Every day at 7, I’ve been watching Walter. I’ve been reading more and looking up the hard words.
I had no trouble setting up a desk. I learned the reason for a three-prong outlet. I got a hundred on my driver’s test.
And so on. Backing this record of personal progress are uplifting ska guitars and harrumphs from the saxophonist, and now and then a bell rings, as if to celebrate that Patty’s checked another box on her punch list.
Thank you for the chance to grow up. I’m sorry I wasn’t defeated. It wasn’t the end of the world.
As we bop and skank our way to the fade-out, Patty reassures her man—who given the pauses here, we assume is on the other end of a phone call:
I’m really fine. Everything’s great. … I’m doin’ all right. Really. Really, everything’s fine. … What? I’m doin’ all right. I’m doin’ all right. … Everything’s great. … Sorry but I’m fine. … That’s it.
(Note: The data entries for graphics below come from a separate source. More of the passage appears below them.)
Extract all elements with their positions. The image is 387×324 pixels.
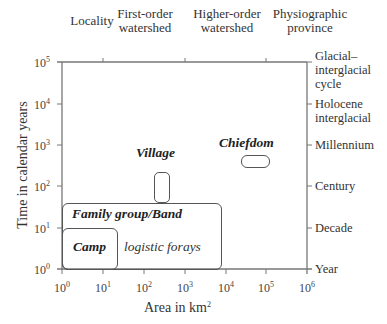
right-label-century: Century xyxy=(315,179,355,193)
y-tick-1e4: 104 xyxy=(20,97,50,113)
top-label-first-order-watershed: First-order watershed xyxy=(110,7,180,35)
right-label-millennium: Millennium xyxy=(315,138,374,152)
right-label-year: Year xyxy=(315,262,338,276)
label-camp: Camp xyxy=(73,239,106,255)
y-tick-1e2: 102 xyxy=(20,179,50,195)
right-label-holocene: Holocene interglacial xyxy=(315,97,371,125)
y-tick-1e1: 101 xyxy=(20,221,50,237)
y-tick-1e3: 103 xyxy=(20,138,50,154)
x-tick-1e0: 100 xyxy=(47,280,77,296)
label-chiefdom: Chiefdom xyxy=(219,135,274,151)
region-chiefdom xyxy=(241,155,270,168)
x-tick-1e4: 104 xyxy=(211,280,241,296)
x-tick-1e1: 101 xyxy=(88,280,118,296)
label-logistic-forays: logistic forays xyxy=(124,239,201,255)
right-label-decade: Decade xyxy=(315,221,352,235)
label-village: Village xyxy=(136,145,175,161)
region-village xyxy=(154,172,170,203)
y-tick-1e0: 100 xyxy=(20,262,50,278)
x-tick-1e6: 106 xyxy=(292,280,322,296)
y-tick-1e5: 105 xyxy=(20,55,50,71)
top-label-higher-order-watershed: Higher-order watershed xyxy=(187,7,267,35)
x-tick-1e2: 102 xyxy=(129,280,159,296)
label-family-band: Family group/Band xyxy=(72,206,182,222)
x-tick-1e3: 103 xyxy=(170,280,200,296)
x-tick-1e5: 105 xyxy=(251,280,281,296)
x-axis-label: Area in km2 xyxy=(144,300,211,316)
right-label-glacial-cycle: Glacial– interglacial cycle xyxy=(315,49,371,91)
top-label-physiographic-province: Physiographic province xyxy=(270,7,350,35)
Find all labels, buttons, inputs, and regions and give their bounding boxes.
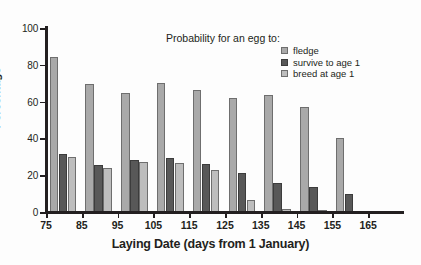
x-tick xyxy=(225,213,227,218)
bar xyxy=(202,164,211,212)
bar xyxy=(238,173,247,212)
bar xyxy=(157,83,166,212)
x-tick-label: 125 xyxy=(216,219,234,231)
y-tick-label: 0 xyxy=(33,207,38,218)
legend-label: fledge xyxy=(293,45,319,56)
y-tick xyxy=(40,28,45,30)
legend-swatch-icon xyxy=(281,59,288,66)
bar xyxy=(229,98,238,212)
legend-item: fledge xyxy=(281,45,360,56)
y-axis-label: Percentage xyxy=(0,67,2,128)
bar-group xyxy=(368,28,404,212)
bar-group xyxy=(118,28,154,212)
x-tick-label: 85 xyxy=(76,219,88,231)
y-tick-label: 80 xyxy=(27,59,38,70)
x-axis-ticks: 758595105115125135145155165 xyxy=(46,213,404,235)
x-tick xyxy=(368,213,370,218)
bar xyxy=(85,84,94,212)
bar xyxy=(59,154,68,212)
bar xyxy=(50,57,59,212)
legend-swatch-icon xyxy=(281,47,288,54)
legend-label: breed at age 1 xyxy=(293,68,354,79)
bar-group xyxy=(225,28,261,212)
legend-swatch-icon xyxy=(281,70,288,77)
y-tick-label: 40 xyxy=(27,133,38,144)
x-tick-label: 115 xyxy=(181,219,198,231)
bar-group xyxy=(189,28,225,212)
x-tick-label: 155 xyxy=(324,219,342,231)
x-tick xyxy=(153,213,155,218)
y-tick xyxy=(40,175,45,177)
x-tick xyxy=(118,213,120,218)
bar-chart-figure: 020406080100 Percentage 7585951051151251… xyxy=(0,0,421,265)
bar xyxy=(273,183,282,212)
legend: fledgesurvive to age 1breed at age 1 xyxy=(281,45,360,80)
bar-group xyxy=(46,28,82,212)
x-tick-label: 95 xyxy=(112,219,124,231)
x-tick-label: 75 xyxy=(40,219,52,231)
bar xyxy=(175,163,184,212)
y-tick-label: 100 xyxy=(22,23,38,34)
bar xyxy=(309,187,318,212)
x-tick xyxy=(82,213,84,218)
bar xyxy=(121,93,130,212)
legend-item: survive to age 1 xyxy=(281,57,360,68)
x-tick-label: 135 xyxy=(252,219,270,231)
y-tick-label: 60 xyxy=(27,96,38,107)
y-tick xyxy=(40,102,45,104)
bar xyxy=(211,170,220,212)
x-tick xyxy=(46,213,48,218)
x-tick xyxy=(261,213,263,218)
legend-label: survive to age 1 xyxy=(293,57,360,68)
bar xyxy=(336,138,345,212)
x-tick-label: 105 xyxy=(145,219,163,231)
x-tick-label: 165 xyxy=(359,219,377,231)
x-tick-label: 145 xyxy=(288,219,306,231)
x-tick xyxy=(332,213,334,218)
bar-group xyxy=(153,28,189,212)
legend-title: Probability for an egg to: xyxy=(166,32,280,44)
x-axis-label: Laying Date (days from 1 January) xyxy=(0,237,421,251)
x-tick xyxy=(297,213,299,218)
y-tick xyxy=(40,65,45,67)
bar xyxy=(139,162,148,212)
bar xyxy=(166,158,175,212)
bar-group xyxy=(82,28,118,212)
bar xyxy=(264,95,273,212)
bar xyxy=(68,157,77,212)
bar xyxy=(300,107,309,212)
bar xyxy=(193,90,202,212)
legend-item: breed at age 1 xyxy=(281,68,360,79)
bar xyxy=(94,165,103,212)
bar xyxy=(130,160,139,212)
bar xyxy=(345,194,354,212)
x-tick xyxy=(189,213,191,218)
y-tick xyxy=(40,138,45,140)
bar xyxy=(103,168,112,212)
y-tick-label: 20 xyxy=(27,170,38,181)
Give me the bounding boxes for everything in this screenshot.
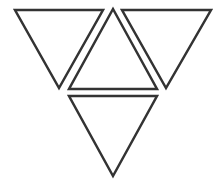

Might be she’s reassuring herself, too. This song is perfect. The perfect opening track on a close-to-perfect record.
There is nothing not to love—and to love all day long—about the Waitresses. The service here is excellent, so patrons, please: don’t skimp on the tips.
And Patty, we miss you.
My children reported back to me that in New England schoolyards, the custom is to chant nana-nana-FOO-FOO, which is ludicrous and if I were a playground monitor would call for on-the-spot intervention and retraining in the Arts and Tradition of Abusing Others. No wonder these people grow up to be such buffoons in the bleachers of Fenway.
Ralph Carney has the sax credit on “Boys” and “No Guilt”—which I’m supposing were recorded in earlier sessions.